Shane Connolly, who designs flower arrangements for royal occasions as Spry had done, curated an exhibition in 2021 at the Garden Museum, London; this celebration of Spry's achievements and life made use of the extensive collection [16] of her personal papers and records in the Royal Horticultural Society's Lindley Library.[16]

Bibliography[edit]

Notes[edit]

  1. ^ Biography and Genealogy Master Index. Farmington Hills, Mich.: Gale, Cengage Learning. 1980– 2009.
  • ^ Shephard, Sue (2011). The Surprising Life of Constance Spry. London: Pan Macmillan.
  • ^ Michael Lee. "Brothers in arms: the lives & deaths of Arnold & Donald Fletcher". Century Ireland.

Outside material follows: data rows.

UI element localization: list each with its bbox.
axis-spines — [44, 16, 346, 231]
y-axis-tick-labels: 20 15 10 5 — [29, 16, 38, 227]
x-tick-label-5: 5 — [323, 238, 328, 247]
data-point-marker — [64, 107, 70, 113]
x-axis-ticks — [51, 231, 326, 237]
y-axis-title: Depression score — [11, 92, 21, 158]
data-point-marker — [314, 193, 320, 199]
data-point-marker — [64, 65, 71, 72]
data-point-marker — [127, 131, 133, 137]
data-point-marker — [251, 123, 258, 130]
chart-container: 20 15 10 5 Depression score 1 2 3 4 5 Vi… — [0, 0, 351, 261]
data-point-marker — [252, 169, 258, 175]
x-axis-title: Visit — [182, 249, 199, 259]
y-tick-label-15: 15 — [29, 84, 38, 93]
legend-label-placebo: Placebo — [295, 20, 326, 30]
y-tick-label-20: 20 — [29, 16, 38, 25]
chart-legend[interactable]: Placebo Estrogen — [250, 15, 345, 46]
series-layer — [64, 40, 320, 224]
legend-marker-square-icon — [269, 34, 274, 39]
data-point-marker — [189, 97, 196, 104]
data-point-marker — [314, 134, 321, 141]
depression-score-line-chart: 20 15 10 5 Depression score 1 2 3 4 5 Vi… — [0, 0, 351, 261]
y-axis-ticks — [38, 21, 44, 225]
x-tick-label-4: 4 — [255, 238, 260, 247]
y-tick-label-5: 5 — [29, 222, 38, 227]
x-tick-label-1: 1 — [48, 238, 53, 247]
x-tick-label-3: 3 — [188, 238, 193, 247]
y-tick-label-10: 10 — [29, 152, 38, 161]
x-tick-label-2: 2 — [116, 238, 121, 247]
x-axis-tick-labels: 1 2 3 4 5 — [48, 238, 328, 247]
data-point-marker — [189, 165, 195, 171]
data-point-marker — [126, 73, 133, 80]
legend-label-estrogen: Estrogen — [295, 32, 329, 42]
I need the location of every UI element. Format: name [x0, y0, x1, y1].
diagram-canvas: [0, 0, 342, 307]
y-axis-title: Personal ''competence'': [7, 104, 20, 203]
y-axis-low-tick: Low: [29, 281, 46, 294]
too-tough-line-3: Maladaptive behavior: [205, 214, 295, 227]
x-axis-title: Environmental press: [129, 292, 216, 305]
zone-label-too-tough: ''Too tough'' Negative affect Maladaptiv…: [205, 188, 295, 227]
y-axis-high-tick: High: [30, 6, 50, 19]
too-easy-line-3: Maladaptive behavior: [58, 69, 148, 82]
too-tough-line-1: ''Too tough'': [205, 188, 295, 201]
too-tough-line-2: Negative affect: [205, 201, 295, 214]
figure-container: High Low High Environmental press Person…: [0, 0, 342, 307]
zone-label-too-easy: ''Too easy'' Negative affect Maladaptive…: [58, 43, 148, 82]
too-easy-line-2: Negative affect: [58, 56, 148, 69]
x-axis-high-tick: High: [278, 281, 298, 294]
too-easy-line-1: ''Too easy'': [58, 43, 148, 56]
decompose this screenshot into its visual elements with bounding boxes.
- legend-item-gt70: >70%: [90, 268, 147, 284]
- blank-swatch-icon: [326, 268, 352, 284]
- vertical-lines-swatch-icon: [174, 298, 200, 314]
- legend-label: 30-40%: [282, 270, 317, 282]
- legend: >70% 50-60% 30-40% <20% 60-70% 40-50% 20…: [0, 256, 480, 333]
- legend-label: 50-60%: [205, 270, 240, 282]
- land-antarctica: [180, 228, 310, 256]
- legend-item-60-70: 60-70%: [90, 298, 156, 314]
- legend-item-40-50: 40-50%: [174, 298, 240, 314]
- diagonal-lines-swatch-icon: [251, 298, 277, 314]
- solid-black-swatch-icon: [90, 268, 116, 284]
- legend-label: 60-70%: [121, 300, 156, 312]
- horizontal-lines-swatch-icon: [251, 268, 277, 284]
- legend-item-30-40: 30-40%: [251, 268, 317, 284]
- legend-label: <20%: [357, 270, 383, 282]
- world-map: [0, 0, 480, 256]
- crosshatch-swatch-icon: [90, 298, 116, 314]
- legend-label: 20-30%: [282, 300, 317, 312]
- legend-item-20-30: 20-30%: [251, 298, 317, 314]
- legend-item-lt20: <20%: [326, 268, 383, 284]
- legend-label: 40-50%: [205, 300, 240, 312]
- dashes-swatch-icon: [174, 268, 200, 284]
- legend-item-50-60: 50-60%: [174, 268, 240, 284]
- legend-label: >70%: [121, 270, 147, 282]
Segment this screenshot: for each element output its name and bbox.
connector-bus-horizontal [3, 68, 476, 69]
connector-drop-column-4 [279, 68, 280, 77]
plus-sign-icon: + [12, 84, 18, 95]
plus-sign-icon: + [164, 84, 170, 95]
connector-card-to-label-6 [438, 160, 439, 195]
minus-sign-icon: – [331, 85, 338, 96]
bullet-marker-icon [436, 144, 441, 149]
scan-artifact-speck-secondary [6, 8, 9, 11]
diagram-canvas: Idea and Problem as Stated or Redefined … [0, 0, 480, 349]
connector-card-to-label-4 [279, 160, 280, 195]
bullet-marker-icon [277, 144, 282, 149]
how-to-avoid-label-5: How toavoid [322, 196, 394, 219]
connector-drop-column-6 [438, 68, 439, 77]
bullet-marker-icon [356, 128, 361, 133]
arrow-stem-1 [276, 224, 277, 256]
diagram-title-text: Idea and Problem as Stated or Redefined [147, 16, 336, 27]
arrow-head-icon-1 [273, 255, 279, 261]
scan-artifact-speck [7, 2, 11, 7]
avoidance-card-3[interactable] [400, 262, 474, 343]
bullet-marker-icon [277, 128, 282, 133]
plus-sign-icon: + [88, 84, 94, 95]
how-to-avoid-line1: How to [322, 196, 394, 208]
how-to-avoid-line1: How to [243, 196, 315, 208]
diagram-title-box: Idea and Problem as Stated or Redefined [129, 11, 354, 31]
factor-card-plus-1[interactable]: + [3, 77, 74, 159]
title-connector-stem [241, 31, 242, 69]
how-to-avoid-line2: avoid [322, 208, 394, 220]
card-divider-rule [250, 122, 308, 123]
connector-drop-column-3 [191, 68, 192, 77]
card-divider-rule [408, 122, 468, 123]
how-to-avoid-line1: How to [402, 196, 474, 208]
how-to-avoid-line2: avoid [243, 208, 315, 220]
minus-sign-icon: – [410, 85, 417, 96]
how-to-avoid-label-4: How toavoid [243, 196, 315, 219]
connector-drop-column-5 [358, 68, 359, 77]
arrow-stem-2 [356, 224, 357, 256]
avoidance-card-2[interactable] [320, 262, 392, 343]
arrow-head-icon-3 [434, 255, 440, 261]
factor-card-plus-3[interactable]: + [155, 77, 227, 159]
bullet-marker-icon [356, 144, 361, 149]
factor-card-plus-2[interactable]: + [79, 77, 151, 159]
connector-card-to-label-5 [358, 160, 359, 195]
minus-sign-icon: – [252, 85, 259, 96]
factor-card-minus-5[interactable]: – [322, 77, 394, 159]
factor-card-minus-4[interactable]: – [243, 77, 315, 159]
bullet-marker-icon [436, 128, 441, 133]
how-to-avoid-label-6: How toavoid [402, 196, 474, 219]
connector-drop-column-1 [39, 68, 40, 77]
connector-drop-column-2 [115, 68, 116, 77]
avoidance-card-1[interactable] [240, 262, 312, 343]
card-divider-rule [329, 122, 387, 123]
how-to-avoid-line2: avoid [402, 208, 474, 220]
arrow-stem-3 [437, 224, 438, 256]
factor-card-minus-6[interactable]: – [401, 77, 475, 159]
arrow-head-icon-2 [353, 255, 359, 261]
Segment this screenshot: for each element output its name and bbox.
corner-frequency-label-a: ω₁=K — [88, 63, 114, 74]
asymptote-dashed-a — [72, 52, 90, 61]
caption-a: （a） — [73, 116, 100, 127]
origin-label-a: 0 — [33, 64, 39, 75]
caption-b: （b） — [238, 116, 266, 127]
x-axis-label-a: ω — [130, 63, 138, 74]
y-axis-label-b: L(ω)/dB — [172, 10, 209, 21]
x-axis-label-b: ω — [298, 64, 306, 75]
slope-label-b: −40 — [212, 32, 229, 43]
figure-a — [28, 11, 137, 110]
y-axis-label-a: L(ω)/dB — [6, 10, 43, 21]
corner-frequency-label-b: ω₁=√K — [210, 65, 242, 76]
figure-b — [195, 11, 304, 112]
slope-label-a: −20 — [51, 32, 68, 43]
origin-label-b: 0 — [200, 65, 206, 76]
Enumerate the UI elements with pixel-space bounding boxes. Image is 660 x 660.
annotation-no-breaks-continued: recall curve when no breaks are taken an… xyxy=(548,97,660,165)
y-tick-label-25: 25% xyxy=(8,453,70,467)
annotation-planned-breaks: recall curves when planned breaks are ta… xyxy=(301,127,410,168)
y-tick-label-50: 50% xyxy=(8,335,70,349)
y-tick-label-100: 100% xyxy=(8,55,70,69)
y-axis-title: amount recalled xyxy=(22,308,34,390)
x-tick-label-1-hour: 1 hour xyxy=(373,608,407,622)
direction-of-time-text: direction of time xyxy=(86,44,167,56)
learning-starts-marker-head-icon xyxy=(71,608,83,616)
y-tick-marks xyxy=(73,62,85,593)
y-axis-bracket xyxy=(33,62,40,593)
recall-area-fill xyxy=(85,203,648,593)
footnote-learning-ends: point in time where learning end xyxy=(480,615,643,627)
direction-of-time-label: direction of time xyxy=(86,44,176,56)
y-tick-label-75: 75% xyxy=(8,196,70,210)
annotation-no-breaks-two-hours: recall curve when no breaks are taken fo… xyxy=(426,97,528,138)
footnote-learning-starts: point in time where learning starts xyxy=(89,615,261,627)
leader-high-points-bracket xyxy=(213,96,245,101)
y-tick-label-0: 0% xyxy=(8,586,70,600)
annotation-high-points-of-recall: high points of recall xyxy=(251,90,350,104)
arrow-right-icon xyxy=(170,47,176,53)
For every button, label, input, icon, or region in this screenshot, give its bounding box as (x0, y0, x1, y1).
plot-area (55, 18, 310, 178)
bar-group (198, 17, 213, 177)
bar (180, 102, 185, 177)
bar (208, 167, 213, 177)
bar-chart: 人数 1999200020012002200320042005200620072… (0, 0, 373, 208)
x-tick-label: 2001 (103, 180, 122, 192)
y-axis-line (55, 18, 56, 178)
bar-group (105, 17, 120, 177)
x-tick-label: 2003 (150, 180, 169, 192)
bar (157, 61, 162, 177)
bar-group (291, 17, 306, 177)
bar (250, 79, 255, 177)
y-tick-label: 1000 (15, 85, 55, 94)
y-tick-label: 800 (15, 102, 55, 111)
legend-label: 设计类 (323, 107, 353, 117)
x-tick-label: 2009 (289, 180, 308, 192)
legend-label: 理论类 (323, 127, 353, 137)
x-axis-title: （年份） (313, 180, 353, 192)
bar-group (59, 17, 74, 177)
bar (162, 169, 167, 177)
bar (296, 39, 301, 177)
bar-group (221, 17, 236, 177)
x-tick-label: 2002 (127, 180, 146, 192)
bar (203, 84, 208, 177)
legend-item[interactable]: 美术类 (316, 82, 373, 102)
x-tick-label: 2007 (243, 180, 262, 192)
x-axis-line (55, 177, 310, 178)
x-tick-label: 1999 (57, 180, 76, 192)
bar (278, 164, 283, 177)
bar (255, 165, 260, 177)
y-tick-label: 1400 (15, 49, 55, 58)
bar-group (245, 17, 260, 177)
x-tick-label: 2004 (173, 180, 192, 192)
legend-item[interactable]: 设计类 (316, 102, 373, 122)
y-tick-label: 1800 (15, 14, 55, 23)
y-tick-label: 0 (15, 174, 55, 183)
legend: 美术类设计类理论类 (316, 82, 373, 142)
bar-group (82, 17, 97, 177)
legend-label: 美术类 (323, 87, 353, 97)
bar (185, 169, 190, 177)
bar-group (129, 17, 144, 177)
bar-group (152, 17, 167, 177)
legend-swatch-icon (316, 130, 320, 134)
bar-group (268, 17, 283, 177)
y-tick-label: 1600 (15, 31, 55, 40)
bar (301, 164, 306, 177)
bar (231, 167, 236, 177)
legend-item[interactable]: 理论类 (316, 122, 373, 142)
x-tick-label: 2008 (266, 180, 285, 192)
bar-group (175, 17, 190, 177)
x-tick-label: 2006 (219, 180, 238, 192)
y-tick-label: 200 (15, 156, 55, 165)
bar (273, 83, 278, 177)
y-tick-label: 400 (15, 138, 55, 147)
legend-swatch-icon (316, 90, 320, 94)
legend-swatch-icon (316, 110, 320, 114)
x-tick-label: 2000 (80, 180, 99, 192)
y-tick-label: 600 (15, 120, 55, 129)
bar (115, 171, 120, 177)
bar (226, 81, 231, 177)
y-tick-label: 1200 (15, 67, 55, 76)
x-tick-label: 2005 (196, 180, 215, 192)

Retrieved 22 April 2020.
  • ^ a b c d Connolly, Shane (2021). "Constant gardener". The Garden (February): 45–47.
  • ^ Diane Souhami, Gluck, Weidenfeld & Nicolson, 1988
  • ^ Spafford, Aileen (10 October 1940). "Industrial Detroit Becomes Home of New School for Florists". Detroit Free Press. p. 12. Retrieved 3 June 2018.
  • ^ Pearson, Jean (11 May 1941), "These Inexpensive Corsages..." Detroit Free Press. p. 84
  • ^ "SPRY, CONSTANCE (1886–1960)". English Heritage. Retrieved 6 January 2012.
  • ^ Kennedy, Maev; arts; correspondent, heritage (18 September 2004). "Museum salutes queen of floral art". The Guardian. ISSN 0261-3077. Retrieved 21 August 2023.
  • ^ a b Shephard, Sue (2011). The Surprising Life of Constance Spry. London: Pan Macmillan. p. 329.
  • ^ "Our Story". Le Cordon Bleu. 9 January 2020.
  • ^ constancespry.com Archived 4 February 2009 at the Wayback Machine
  • ^ "What it's really like to... be a luxury floral designer". Harper's Bazaar. 4 April 2018.
  • ^ Kennedy, Maev; arts; correspondent, heritage (18 September 2004). "Museum salutes queen of floral art". The Guardian. ISSN 0261-3077. Retrieved 21 August 2023.
  • ^ Sudjic, Deyan (3 October 2004). "How a flower arrangement caused fear and loathing". The Observer. ISSN 0029-7712. Retrieved 21 August 2023.
  • ^ a b "Constance Spry and the fashion for flowers". The Garden Museum. Retrieved 27 August 2021.